Can you relate? For decades I’ve worked at bridging communications between first-generation and second-generation Asian Americans, attempting to better connect with my own parents, as well as for my work with ethnic Asian churches. Not only are language and culture tightly connected together, so also is my personal identity with them, and all of that shape how I see the world and experience life.

As it is with any cross-cultural comparisons and contrasts, the temptation is to pick what’s better and what’s worse in each culture. Don’t fall for that. Different cultures are just that, they’re different. And depending on the context, some cultural artifacts work better in certain situations. Cultivate the cultural-savvy to navigate in our increasingly-diverse multi-cultural world.

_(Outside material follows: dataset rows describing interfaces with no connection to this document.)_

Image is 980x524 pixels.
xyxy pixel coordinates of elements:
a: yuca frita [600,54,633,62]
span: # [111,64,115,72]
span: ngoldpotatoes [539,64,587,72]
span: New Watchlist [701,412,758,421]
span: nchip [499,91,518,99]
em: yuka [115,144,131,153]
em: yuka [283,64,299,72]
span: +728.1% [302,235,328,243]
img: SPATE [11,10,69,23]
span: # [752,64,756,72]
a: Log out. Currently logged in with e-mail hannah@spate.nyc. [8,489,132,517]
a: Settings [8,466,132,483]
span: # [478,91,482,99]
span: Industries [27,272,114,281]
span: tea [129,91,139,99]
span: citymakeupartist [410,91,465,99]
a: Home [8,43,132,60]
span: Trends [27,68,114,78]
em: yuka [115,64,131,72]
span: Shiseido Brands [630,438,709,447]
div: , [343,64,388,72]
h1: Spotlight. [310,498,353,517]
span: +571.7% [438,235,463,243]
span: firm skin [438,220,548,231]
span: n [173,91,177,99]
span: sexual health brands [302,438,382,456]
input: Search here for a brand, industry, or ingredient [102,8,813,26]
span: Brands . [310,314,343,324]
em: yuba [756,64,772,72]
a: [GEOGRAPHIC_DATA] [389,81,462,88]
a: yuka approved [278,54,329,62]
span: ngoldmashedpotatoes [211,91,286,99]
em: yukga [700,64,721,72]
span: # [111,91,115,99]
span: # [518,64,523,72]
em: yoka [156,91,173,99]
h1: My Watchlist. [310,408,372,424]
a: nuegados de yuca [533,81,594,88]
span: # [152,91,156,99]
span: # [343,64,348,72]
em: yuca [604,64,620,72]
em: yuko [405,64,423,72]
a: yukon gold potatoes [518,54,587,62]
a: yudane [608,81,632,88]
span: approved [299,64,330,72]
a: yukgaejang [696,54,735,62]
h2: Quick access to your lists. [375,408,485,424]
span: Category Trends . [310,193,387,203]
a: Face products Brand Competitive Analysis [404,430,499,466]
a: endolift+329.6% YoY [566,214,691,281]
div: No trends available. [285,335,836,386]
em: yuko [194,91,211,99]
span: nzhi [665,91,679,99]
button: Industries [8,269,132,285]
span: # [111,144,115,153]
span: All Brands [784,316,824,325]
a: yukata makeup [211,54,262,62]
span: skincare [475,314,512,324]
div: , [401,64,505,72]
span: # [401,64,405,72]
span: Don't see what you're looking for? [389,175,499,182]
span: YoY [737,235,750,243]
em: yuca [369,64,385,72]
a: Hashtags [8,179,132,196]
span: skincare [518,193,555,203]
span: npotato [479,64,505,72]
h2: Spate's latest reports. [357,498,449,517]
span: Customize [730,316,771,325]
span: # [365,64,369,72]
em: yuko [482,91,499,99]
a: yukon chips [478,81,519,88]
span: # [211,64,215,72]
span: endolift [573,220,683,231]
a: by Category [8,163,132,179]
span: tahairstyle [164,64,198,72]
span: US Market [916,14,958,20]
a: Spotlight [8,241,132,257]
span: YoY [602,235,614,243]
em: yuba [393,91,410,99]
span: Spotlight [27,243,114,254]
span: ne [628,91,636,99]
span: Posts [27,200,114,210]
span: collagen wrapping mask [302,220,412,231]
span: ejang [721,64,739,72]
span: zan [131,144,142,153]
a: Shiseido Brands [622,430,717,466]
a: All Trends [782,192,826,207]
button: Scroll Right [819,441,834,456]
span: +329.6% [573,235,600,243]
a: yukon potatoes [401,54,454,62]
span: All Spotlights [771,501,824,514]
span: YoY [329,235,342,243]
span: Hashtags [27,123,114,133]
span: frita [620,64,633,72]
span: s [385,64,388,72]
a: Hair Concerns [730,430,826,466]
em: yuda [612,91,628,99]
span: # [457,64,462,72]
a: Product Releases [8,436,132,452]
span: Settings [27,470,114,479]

Aside: This is the nomenclature I’m using for Asian Americans. First-generation refers to foreign-born Asian Americans that immigrated to the USA after age 12. Second-generation refers to both foreign-born Asian Americans that immigrated under age 12 and of course all native-born Americans of Asian ancestry. Age 12 is not a magical number of changing worldview, but from my life experience, that seems to be the inflection point for which culture holds the greater influence on one’s identity.


Comments

2 responses to “Why Asian American generations don’t understand each other”

  1. I find Keith Chen’s TED talk sharing his research of different language tenses and related behavioral patterns more thorough and also just as interesting.

    http://www.ted.com/talks/keith_chen_could_your_language_affect_your_ability_to_save_money.html

  2. celest Avatar

    hm. interesting. thanks for sharing this! i just skimmed his talk, not in detail, but my 2 quick responses: 1) i think he’s got a point, although it’s very glib; 2) he’s totally defining the subjunctive wrong

    i think it is valid to explore how a language’s possibilities shape cultural attitudes. that’s a no brainer.. and it is valid to say that the lack of hypothetical etc does indeed affect mentality tho his conclusions about this are very pat–as they have to be in a ted talk.

    he is wrong in equating the subjunctive mode w/ the hypothetical. the examples he gives (we would have gone if it hadn’t rained) are indicative mode, and conditional & pluperfect, respectively. some hypothetical statements are indeed subjunctive but not all, and he doesn’t seem to get it.